In a recollection of the Vietnam War, South Korean Vietnam Expeditionary Forces commanding officer Chae Myung Shin stated, "Calley tried to get revenge for the deaths of his troops. In a war, this is natural."[19] Conversely, Colonel Harry G. Summers Jr. declared that Calley and Medina should have been hanged, drawn, and quartered, with their remains placed "at the gates of Fort Benning, at the Infantry School, as a reminder to those who pass under it of what an infantry officer ought to be."[20]
House arrest
On April 1, 1971, only a day after Calley was sentenced in prison at Fort Leavenworth, President Richard Nixon ordered him transferred from Leavenworth prison to house arrest at Fort Benning, pending appeal.[21]
Calley served only three and a half years of house arrest in his quarters at Fort Benning.
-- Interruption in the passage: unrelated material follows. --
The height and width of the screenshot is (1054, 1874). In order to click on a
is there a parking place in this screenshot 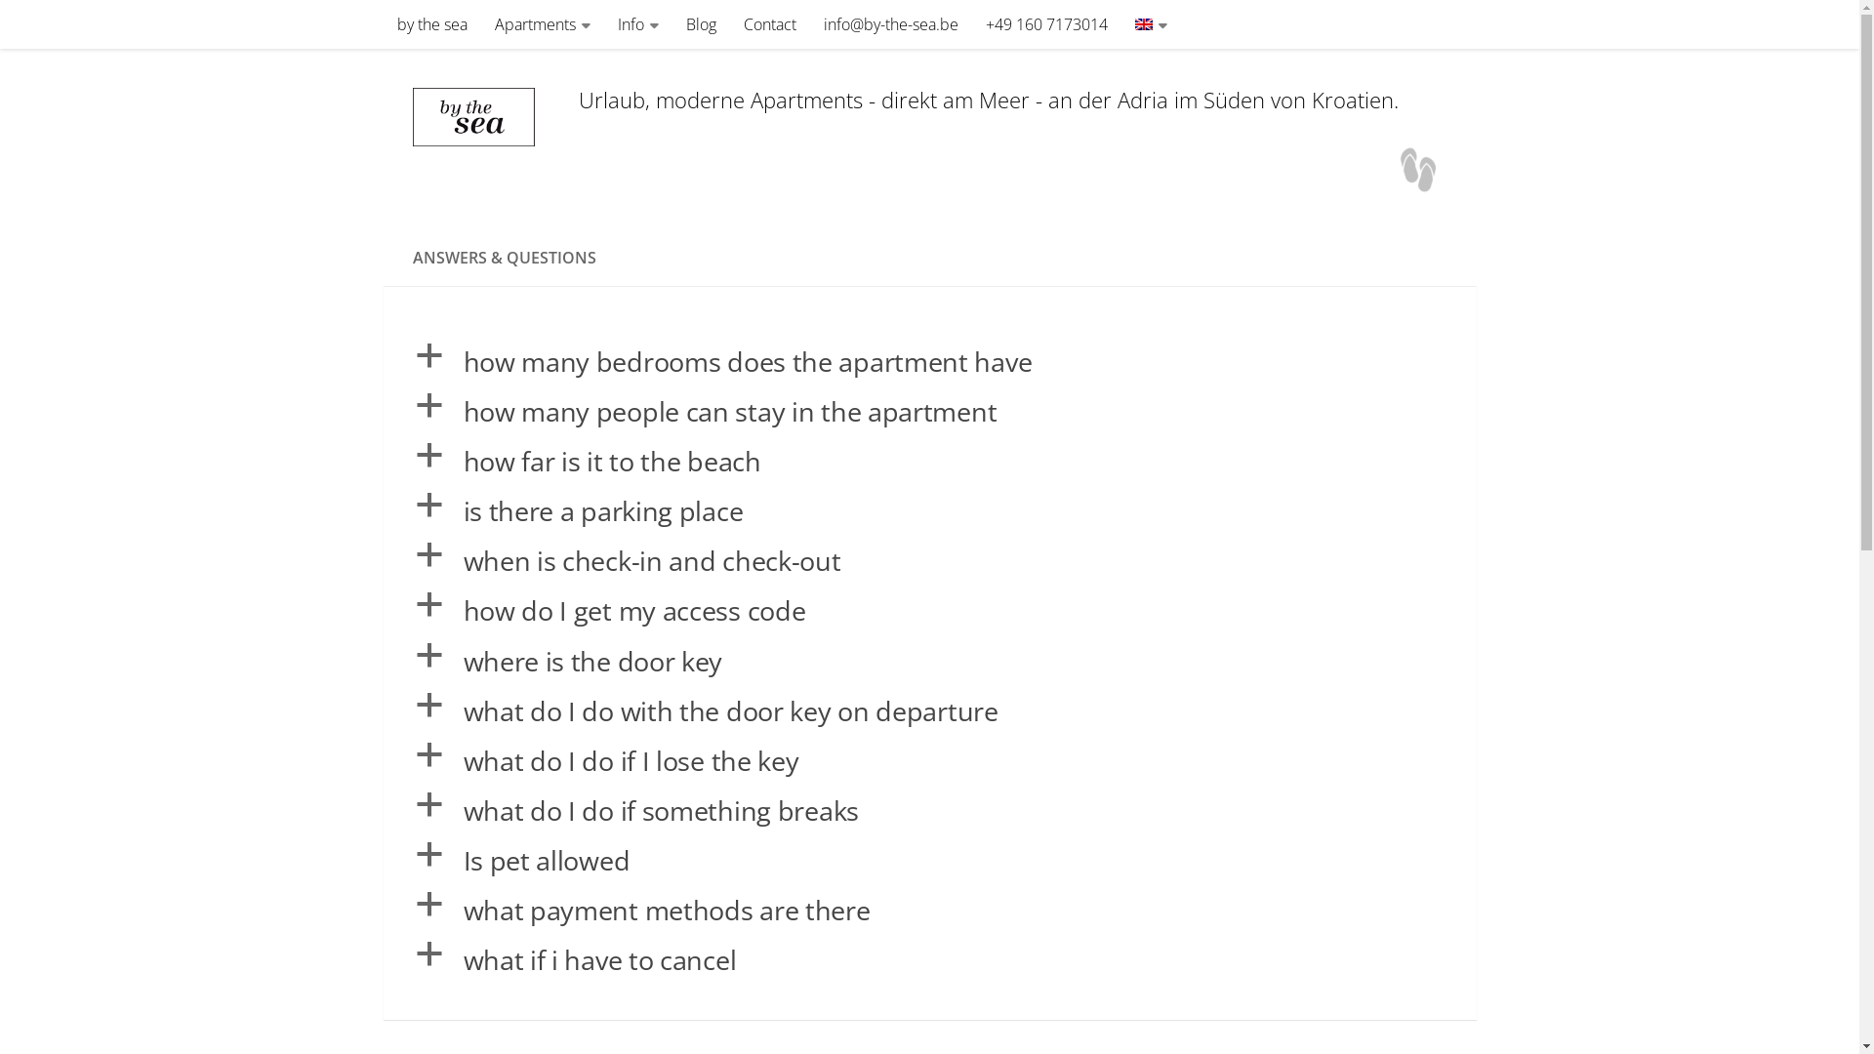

He petitioned the federal district court for habeas corpus on February 11, 1974, which was granted on September 25, 1974, along with his immediate release, by federal judge J. Robert Elliott. Judge Elliott determined that Calley's trial had been prejudiced by pre-trial publicity, denial of subpoenas of certain defense witnesses, refusal of the United States House of Representatives to release testimony taken in executive session of its My Lai investigation, and inadequate notice of the charges. The judge had released Calley on bail on February 27, 1974, but an appeals court reversed Elliott's ruling and returned Calley to U.S. Army custody on June 13, 1974. Consequently, his general court-martial conviction and dismissal from the U.S. Army were upheld; however, the prison sentence and subsequent parole obligations were commuted to time served, leaving Calley a free man.[9]
After release
In 1975 Calley married Penny, with whom he has one son. The couple divorced in 2005 or 2006. He studied and became a gemologist, working at his father-in-law's jewelry store.[22]
On August 19, 2009, while speaking to the Kiwanis Club of Greater Columbus, Calley issued an apology for his role in the My Lai massacre. Calley said:
There is not a day that goes by that I do not feel remorse for what happened that day in My Lai. I feel remorse for the Vietnamese who were killed, for their families, for the American soldiers involved and their families. I am very sorry ... If you are asking why I did not stand up to them when I was given the orders, I will have to say that I was a Second Lieutenant getting orders from my commander and I followed them—foolishly, I guess.[23]